From Feb 28 to Apr 09 2005
At the very first sight, Marcone Moreira's works suggest a mix of distinct references. For some people, the various planes constructed over diverse surfaces by neighbouring a reduced palette of colours might be its most striking aspect. Others might be more interested in the coarse materials (mostly worn-out wood, at times nylon, cardboard paper or iron) and the various supports for the chromatic fields that weave uncertainties about the nature of the pieces that the artist displays, either hanging on the wall or standing on the floor. To the cultivated eye, due to the geometric configuration of the painted shapes, there may also be an affiliation with the Brazilian constructivist tradition, still echoing in diverse ways throughout a significant segment of the visual arts in the country. To those, however, who are unaware of the history of that ethic and artistic project, the works might rightly evoke, although imprecisely, the traces of vernacular patterns used for decoration of vehicles, toys, and façades.
Moreover, the facture of Moreira's works proposes doubts about its origins. Although all the painted forms and shapes might have been hypothetically created by the artist, the careful examination of their surfaces exposes signs (peeled-off paint, nail and screw holes, remains of ironwork, recognisable cut-outs) evincing that these pieces were in fact painted and assembled at a variable and uncertain time by the hands of other people. Therefore, instead of the painting tenets, what guides his creative practice is the appropriation and juxtaposition of objects or their parts, albeit with a look that is charged with interest in what is painted or dyed on them. These procedures permeate the entirety of his output but, nevertheless, only in a few works this constructive operation becomes more evident, less obvious in those where he uses bits of coloured nylon, commonly used in upholstery and to make shopping bags.
Furthermore, by transforming the debris of doors, crates, truck bodies, boats, roofing materials, furniture, and other things into new objects, Moreira affirms the double importance for his artistic production of the city where he was born and currently lives ? Marabá, state of Pará, northern Brazil. On one hand, it is from this hectic place of intense bustle of people and goods, located at a crossroads comprising two rivers, plus the Transamazon highway and the Carajás railway, that almost all the material used by the artist comes from ? discarded items that no longer possess their original functionality, which are selected, cut, assembled, and re-signified by the artist as his own material. On the other hand, for being a confluence of various routes and of symbolic references that are irreducible to any others, the urban dynamics of Marabá may be taken as a metaphor for the constructive procedures employed by the artist. As well as in his artistic production, there are no spaces in the city for precise definitions of belonging or of identity, something that requires from its inhabitants, including the artist himself, the exercise of constant translations of meanings that are necessarily fated to opacity and, therefore, to a result that is always inconclusive and temporary.
The difficulty in classifying the works by Marcone Moreira into stable categories is reflected in the ambiguous dialogue they establish with the output of two other contemporary Brazilian artists. At a first glance, the wood cut-outs exhibited by Moreira are remindful of the works created by Celso Renato, from Minas Gerais, who, as early as in the 1960s, appropriated wood hoardings and other materials collected at construction sites, as well as the remains of doors found in the streets, to create paintings of constructivist extraction over their surfaces, adding another layer of meanings by the accretion of pigments, inversely to what Moreira does, only selecting and transporting them to another context. Still, it is inevitable to approximate his works to the paintings created by Emmanuel Nassar, also from Pará, who shares with Moreira an interest in the same impure visual repertoire of the region where they both live. They differ, though, in what regards one basic constructive procedure: whereas Nassar appropriates, most of the times, only found images, recreating them over varied supports, sometimes using them as they are, sometimes modifying them, Moreira appropriates, in addition, the physical support (wood, nylon or whatever), where the images that attracted him and that were previously scattered are located just about anywhere.
On that account, when one is faced with a set of his works, not much can be said in a definitive way. This imprecision does not result, however, from conceptual deficiencies or constructive indecisions. On the contrary, it comes through as a constituent element of the integrity of the pieces. Following his option to create neither paintings nor objects, and moving in between popular and scholarly references, Moreira appropriates what already exists in the world, laying no claim, however, to exclusive authorship of what resulted from his gesture. All in all, the artist brings forth indications of a time that is not known for sure and of places that are just passageways to some precise time and place, that is, the moment of each exhibition and its placing within the art field.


Exactly as they appear, please output the lines from the one with "is (687, 898)." through the end of the material, without pictures.
────
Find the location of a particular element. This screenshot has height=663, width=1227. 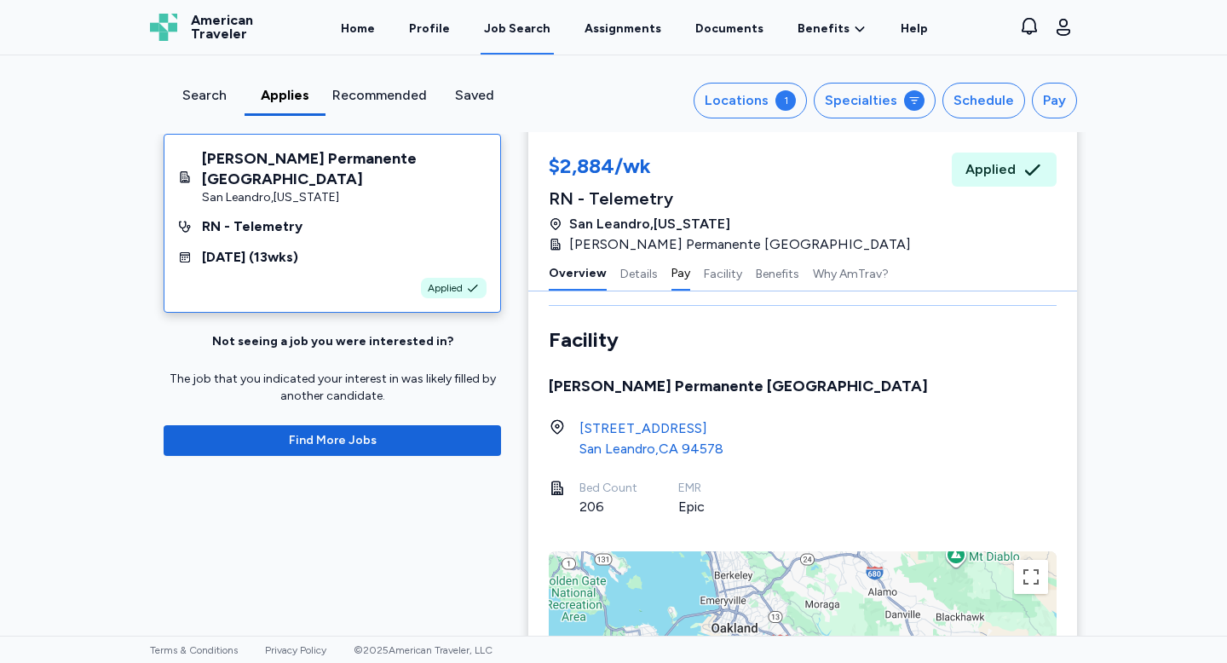

button: Overview is located at coordinates (578, 273).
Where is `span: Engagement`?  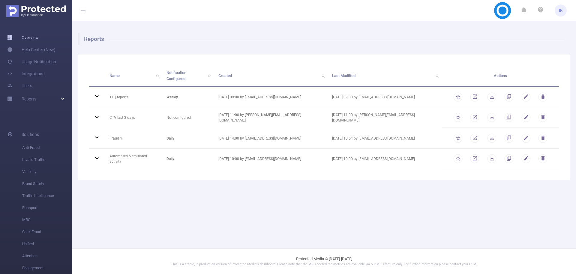 span: Engagement is located at coordinates (47, 268).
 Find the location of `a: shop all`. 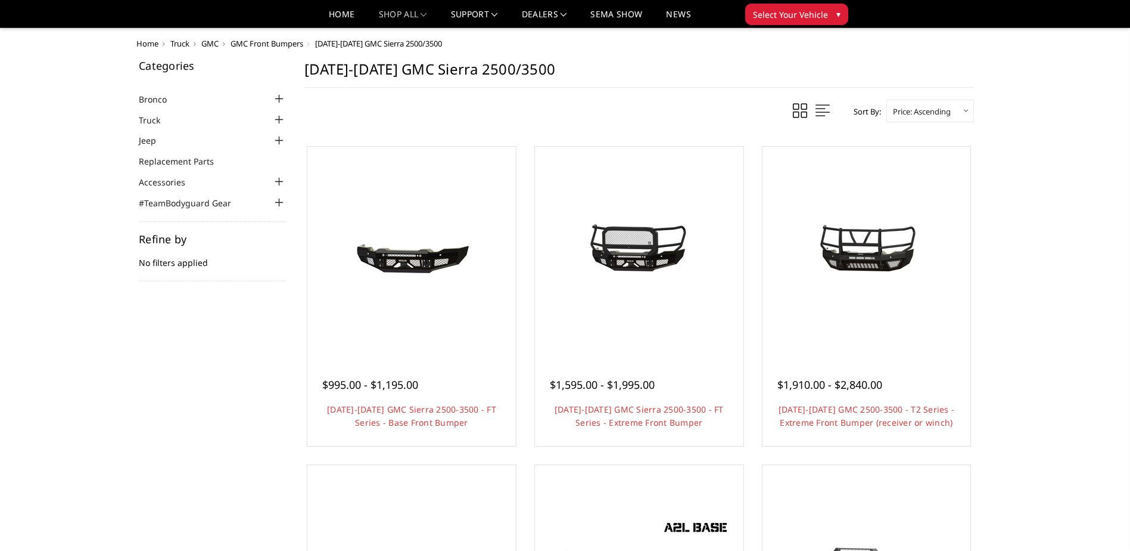

a: shop all is located at coordinates (403, 18).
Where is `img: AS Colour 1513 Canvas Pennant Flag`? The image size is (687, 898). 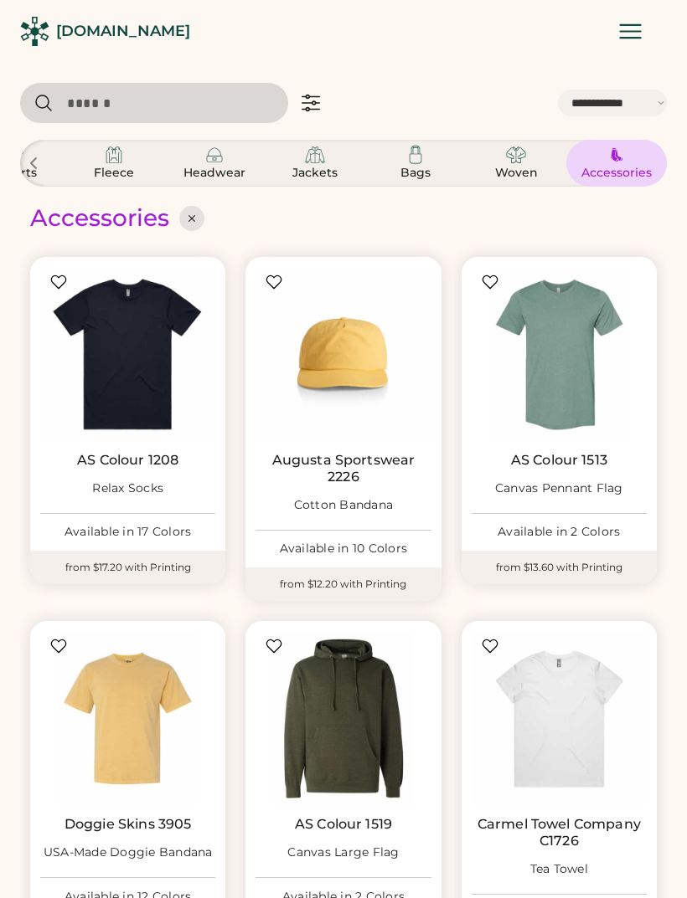
img: AS Colour 1513 Canvas Pennant Flag is located at coordinates (558, 354).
────
▸ **Expected answer**:
Where is `img: AS Colour 1513 Canvas Pennant Flag`? The image size is (687, 898). 
img: AS Colour 1513 Canvas Pennant Flag is located at coordinates (558, 354).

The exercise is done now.